19 September 2025

The Great Powers and the Formation of International Law: Implications for Denmark

The United States, Russia, and China – the current “Great Powers” – often disagree over the primary rules of international law, such as the scope of self-defence in response to an armed attack. Sometimes, these disagreements are rooted in very different understandings of the formal sources of international law: the sources that determine what qualifies as a primary rule.

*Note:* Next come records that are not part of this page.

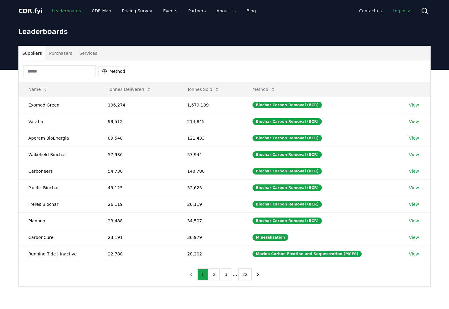 The height and width of the screenshot is (309, 449). I want to click on button: Name, so click(38, 89).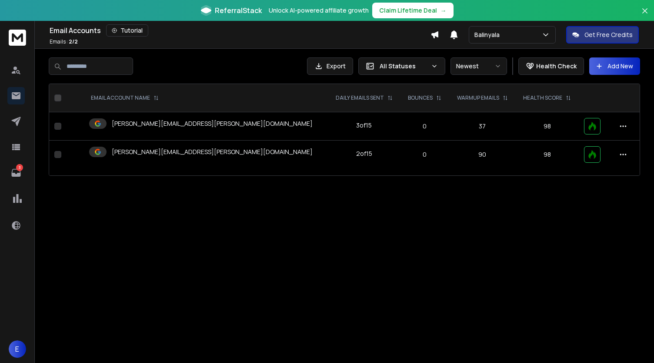  What do you see at coordinates (551, 66) in the screenshot?
I see `button: Health Check` at bounding box center [551, 66].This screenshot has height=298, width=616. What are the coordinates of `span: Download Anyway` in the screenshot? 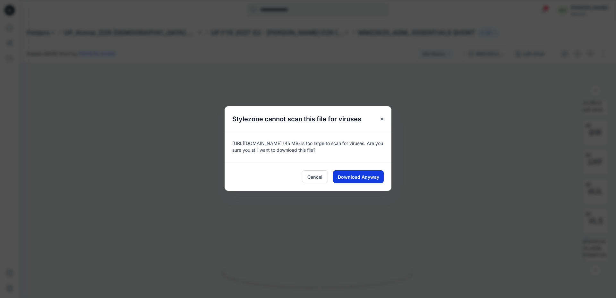 It's located at (358, 177).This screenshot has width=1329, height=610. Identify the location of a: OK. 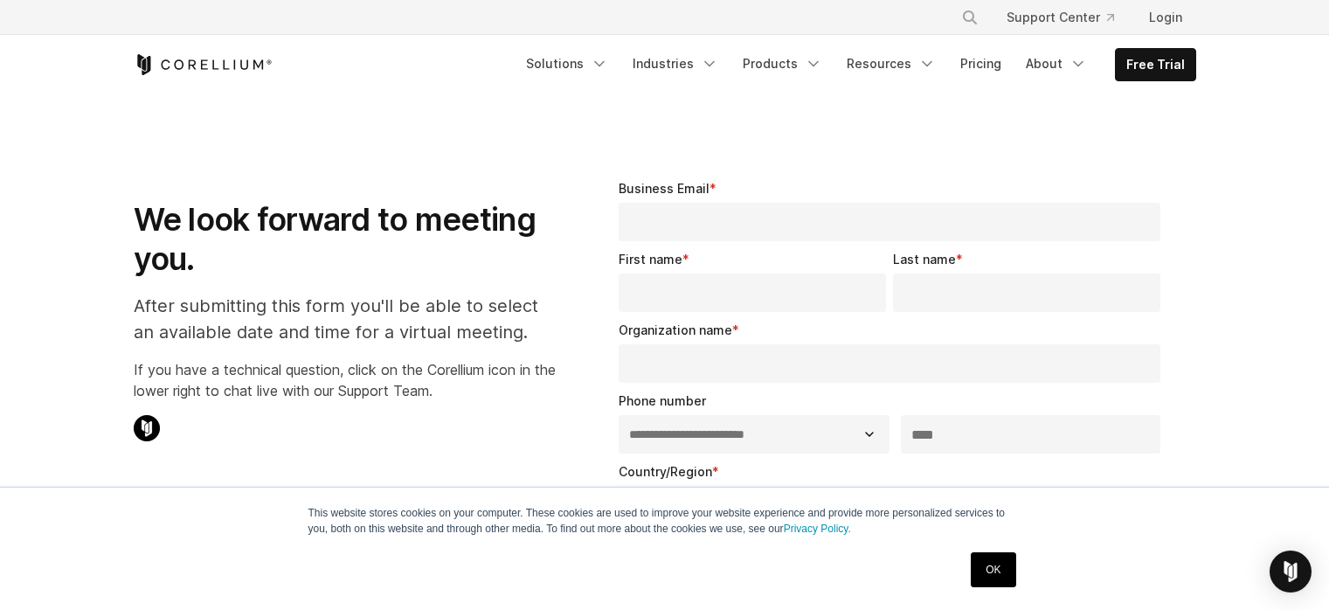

The new CMS report “The Great Powers and the Formation of International Law: Implications for Denmark” maps these different understandings and examines how Denmark can navigate Great Power disagreements over international law.

Great Power Differences

The report explains how the US, Russia, and China perceive the formal sources of internal law in abstracto – which they privilege and why, methodological inconsistencies in how they understand and apply a particular source. Russia and China, for example, are traditionally more skeptical of customary international law than the US. Thus, the differing perceptions of the Great Powers have a significant influence on how they interpret and apply international law in practice. This influence is analyzed and illustrated in four key areas of international law: jus ad bellum, jus in bello, arms control, and cyberspace.

Recommendations

The report discusses how Denmark should position itself to influence great power disagreements regarding international law. Considering the very different interpretations among the great powers, the report argues that a small state like Denmark will find it much easier to impact such discussions if they approach them with a deep understanding of the formal source that a Great Power favours and what kinds of arguments concerning the interpretation and application of the formal sources a Great Power tends to accept.

Download the report "The Great Powers and the Formation of International Law: Implications for Denmark".